Experts hotly debate which diseases may truly be caused by vitamin D deficiency. Nevertheless the extent of the evidence and its consistency makes a powerful case for D-deficiency being an important cause of over a dozen chronic diseases and almost as many cancers. Other important factors such as obesity, lack of exercise, or a diet containing too many calories, are also known to increase the risk of many of these diseases. But both obesity and lack of exercise are linked with D-deficiency and so the evidence is confused. Vitamin D, is stored in fat and becomes 'lost' in obese people, while people who take exercise often spend more time outdoors in the sun.

Nervous system diseases

Last year Professor John McGrath and others at the University of Queensland found that pregnant rats deprived of vitamin D give birth to baby rats with serious brain abnormalities. This work will eventually be seen to be as important as the discovery that folic acid deficiency during pregnancy causes severe spinal deformities (spina bifida) in offspring, or that thalidomide given to pregnant animals causes abnormalities of the limbs. The importance of their article published in Neuroscience (volume 118, pp641-653) has not yet been appreciated but it provides a means of understanding several neurological diseases which have puzzled doctors for more than a century.

Multiple sclerosis (MS), Schizophrenia, and Parkinson's disease - people with these diseases are more likely to have winter or spring birthdays.
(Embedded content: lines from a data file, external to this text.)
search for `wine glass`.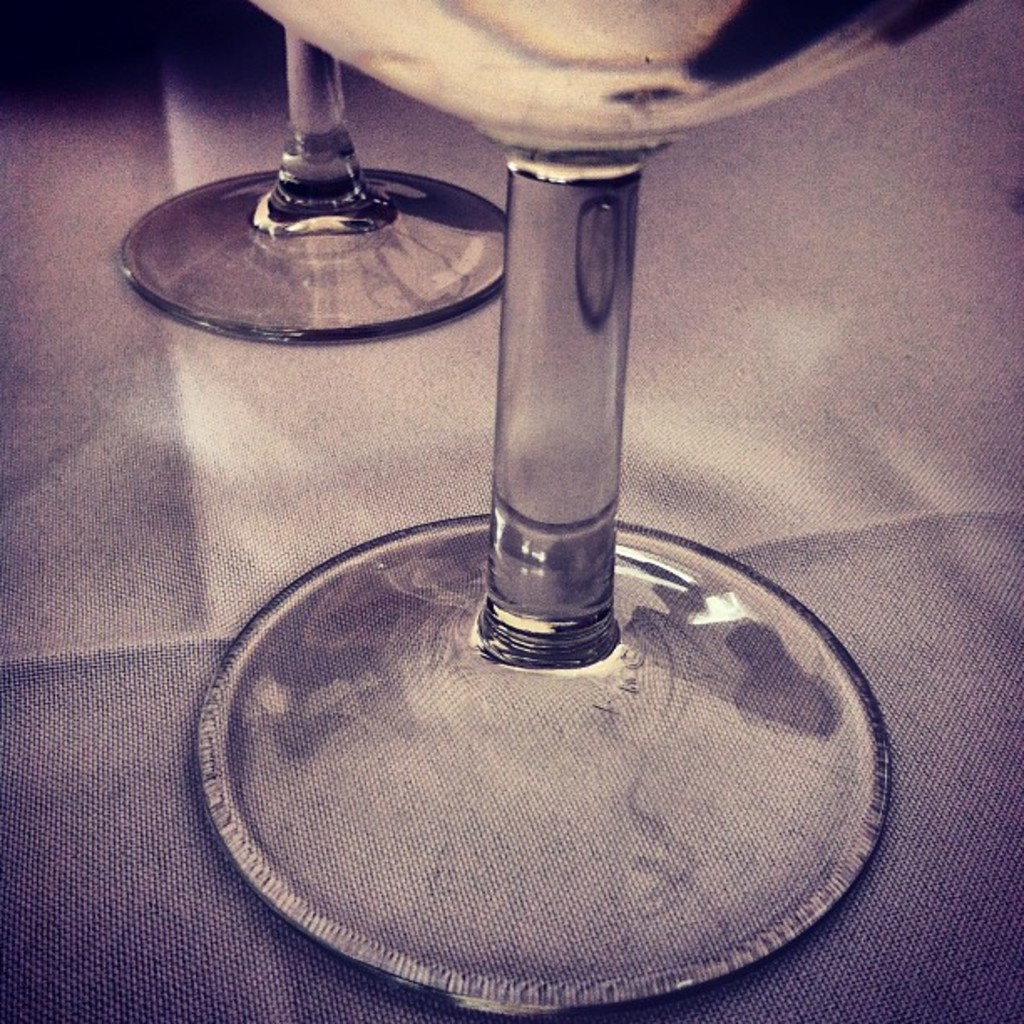
Found at region(114, 22, 517, 351).
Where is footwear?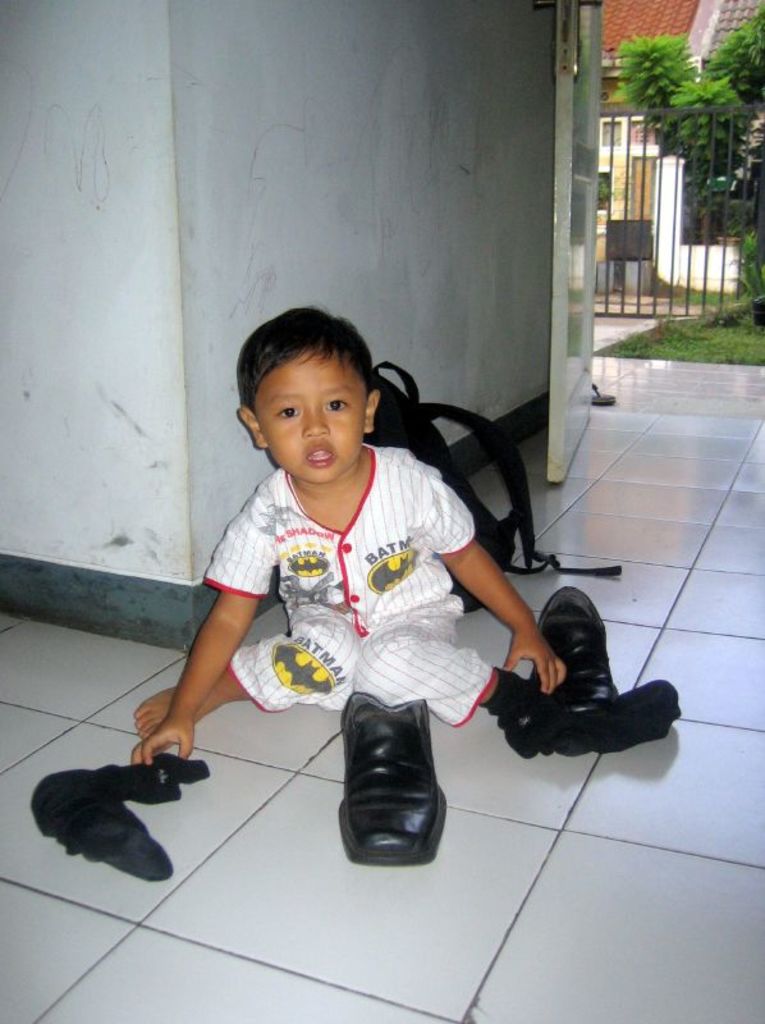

MS and Parkinson's diseases are more common in northern countries or states of America. People with MS have worse symptoms in winter and brain scans show an increase in damage to the brain of MS people in winter. Supplements of vitamin D given to babies may prevent MS and schizophrenia. A very severe form of Parkinson's disease occurs in people with dark skin living in the UK.

Alzheimer's disease and Amyotropic lateral sclerosis (motor neurone disease) are believed by some neurologists to be similar in the way they develop to Parkinson's disease but affecting different parts of the brain or nervous system. These diseases are several times more common in black people living in United States than in black people living in traditional societies in the Tropics. In northern countries there are more births of these two diseases in winter.

Autism - people with autism have winter birthdays more often than would be expected. The cause of the disease is a mystery, but increased winter birthdays could be an important clue suggesting that vitamin D deficiency in pregnancy is a cause, at least in a proportion of cases.

Autoimmune diseases

These are diseases in which the body is attacked by its own immune system. Such attacks are generally thought to be triggered by infection, but deficiency of vitamin D causing abnormal proliferation of cells and changes in the immune system may be a key factor. There are many of these diseases and some are quite rare. Only a few have been studied in depth.

Diabetes type 1 - a classic autoimmune disease. It is more common in northern countries and an increase in winter birthdays have been found in some places. Vitamin D supplements in pregnancy or first year of life protects against the disease and vitamin D may also delay progress of the disease after it has begun to cause problems.